This is a beta feature available to customers using a Snorkel-hosted instance of Snorkel Flow. Beta features may have known gaps or bugs, but are functional workflows and eligible for Snorkel Support. To access beta features, contact Snorkel Support to enable the feature flag for your Snorkel-hosted instance.

In this tutorial, you will use Snorkel Flow to extract patent data such as title, patent number, date of patent, assignee, and filed date from PDFs. This example highlights the information to be extracted in different colors:

patent.webp

There are many challenges to extracting the information:

  • Some information come in different formats. For example, "patent number" comes in "US x,xxx,xxx B2" for newer patents, but could come in "x,xxx,xxx" for older patents.
  • Older patents come in scanned PDFs and the location of these information in x-y pixel coordinates varies among documents.
  • Some information might be missing. For example, "patent number" and "assignee" are missing in the case of a pending patent.
  • Patents issued in different countries come in completely different formats and layouts.

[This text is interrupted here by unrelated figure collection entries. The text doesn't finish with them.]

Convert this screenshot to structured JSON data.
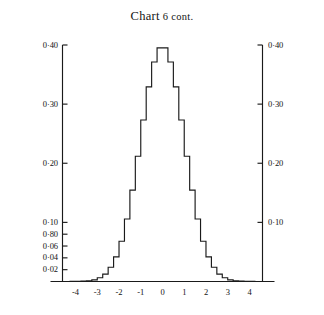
{
  "title": "Chart 6 cont.",
  "title_parts": {
    "word": "Chart",
    "rest": " 6 cont."
  },
  "chart_data": {
    "type": "bar",
    "title": "Chart 6 cont.",
    "xlabel": "",
    "ylabel": "",
    "subtitle": "",
    "grid": false,
    "legend": "none",
    "xlim": [
      -4.6,
      4.6
    ],
    "ylim": [
      0,
      0.4
    ],
    "bin_width": 0.25,
    "x_tick_values": [
      -4,
      -3,
      -2,
      -1,
      0,
      1,
      2,
      3,
      4
    ],
    "x_tick_labels": [
      "-4",
      "-3",
      "-2",
      "-1",
      "0",
      "1",
      "2",
      "3",
      "4"
    ],
    "y_tick_values_left": [
      0.02,
      0.04,
      0.06,
      0.08,
      0.1,
      0.2,
      0.3,
      0.4
    ],
    "y_tick_labels_left": [
      "0·02",
      "0·04",
      "0·06",
      "0·80",
      "0·10",
      "0·20",
      "0·30",
      "0·40"
    ],
    "y_tick_values_right": [
      0.1,
      0.2,
      0.3,
      0.4
    ],
    "y_tick_labels_right": [
      "0·10",
      "0·20",
      "0·30",
      "0·40"
    ],
    "bin_centers": [
      -4.375,
      -4.125,
      -3.875,
      -3.625,
      -3.375,
      -3.125,
      -2.875,
      -2.625,
      -2.375,
      -2.125,
      -1.875,
      -1.625,
      -1.375,
      -1.125,
      -0.875,
      -0.625,
      -0.375,
      -0.125,
      0.125,
      0.375,
      0.625,
      0.875,
      1.125,
      1.375,
      1.625,
      1.875,
      2.125,
      2.375,
      2.625,
      2.875,
      3.125,
      3.375,
      3.625,
      3.875,
      4.125,
      4.375
    ],
    "values": [
      0.0,
      0.0001,
      0.0002,
      0.0006,
      0.0013,
      0.0027,
      0.0063,
      0.0126,
      0.0241,
      0.0417,
      0.0681,
      0.1057,
      0.1545,
      0.2119,
      0.2732,
      0.3292,
      0.3712,
      0.3952,
      0.3952,
      0.3712,
      0.3292,
      0.2732,
      0.2119,
      0.1545,
      0.1057,
      0.0681,
      0.0417,
      0.0241,
      0.0126,
      0.0063,
      0.0027,
      0.0013,
      0.0006,
      0.0002,
      0.0001,
      0.0
    ],
    "line_color": "#1a1a1a",
    "background_color": "#ffffff"
  },
  "axes": {
    "left_axis_name": "left-value-axis",
    "right_axis_name": "right-value-axis",
    "bottom_axis_name": "category-axis"
  }
}
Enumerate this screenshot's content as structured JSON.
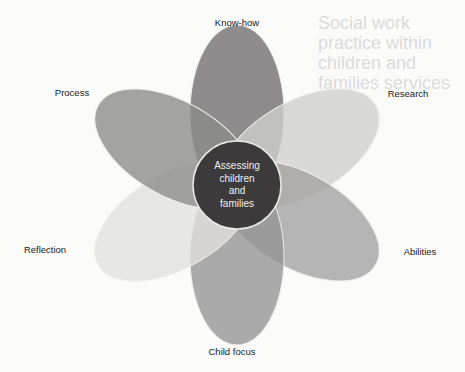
{
  "diagram": {
    "center": {
      "lines": [
        "Assessing",
        "children",
        "and",
        "families"
      ],
      "color": "#3c3a3b"
    },
    "petals": [
      {
        "id": "know-how",
        "label": "Know-how",
        "angle": 0,
        "color": "#6f6d6e",
        "label_pos": [
          237,
          22
        ]
      },
      {
        "id": "research",
        "label": "Research",
        "angle": 60,
        "color": "#cfcfcd",
        "label_pos": [
          408,
          93
        ]
      },
      {
        "id": "abilities",
        "label": "Abilities",
        "angle": 120,
        "color": "#a3a2a1",
        "label_pos": [
          420,
          251
        ]
      },
      {
        "id": "child-focus",
        "label": "Child focus",
        "angle": 180,
        "color": "#959493",
        "label_pos": [
          232,
          351
        ]
      },
      {
        "id": "reflection",
        "label": "Reflection",
        "angle": 240,
        "color": "#e2e2e0",
        "label_pos": [
          45,
          249
        ]
      },
      {
        "id": "process",
        "label": "Process",
        "angle": 300,
        "color": "#8b8a89",
        "label_pos": [
          72,
          92
        ]
      }
    ]
  },
  "background_bleed": {
    "heading": "Social work practice within children and families services"
  }
}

In Extraction from PDFs: Extracting balance sheet amounts tutorial, you first define a span extractor and work with extracted spans, which works well when the information to be extracted comes in the same format, such as numeric values.

For this tutorial, you have to extract title, assignee, patent number, etc., which all come in different formats. For this use case, the approach gives you better flexibility because you don't need to define a span extractor for a particular format.

In this tutorial, you will learn how to:

  1. Upload data into Snorkel Flow
  2. Annotate the data
  3. Create an application
  4. Define labeling functions
  5. Train a model

Upload data

Snorkel Flow can ingest data from a range of storage options, including cloud storage, databases, or local files. For PDF extraction applications, the input data must include the following fields:

Field nameData typeDescription
uidintegerA unique ID mapped to each row. This is standard across all Snorkel Flow datasources.
urlstringThe file path of the original PDF. Used to access and process the PDF.

For this tutorial, use the provided dataset from in AWS S3 Cloud Storage. Start by creating your new dataset.

  1. Select Datasets from the left menu.

  2. Select the Upload new dataset button on the top right corner of your screen.

  3. In the Upload new dataset window, enter the following information:

    • Dataset name: Enter patent-dataset.

    • Enable multi-schema annotations: Select this option.

    • Select a data source: Select Cloud Storage as your data source.

    • File path and Split: Add these datasets:

      File pathSplit
      s3://snorkel-public/patent1p/0-9.csvtrain
      s3://snorkel-public/patent1p/10-19.csvtrain
      s3://snorkel-public/patent1p/20-29.csvvalid
  4. Select Verify data source(s) to run data quality checks to ensure data is cleaned and ready to upload.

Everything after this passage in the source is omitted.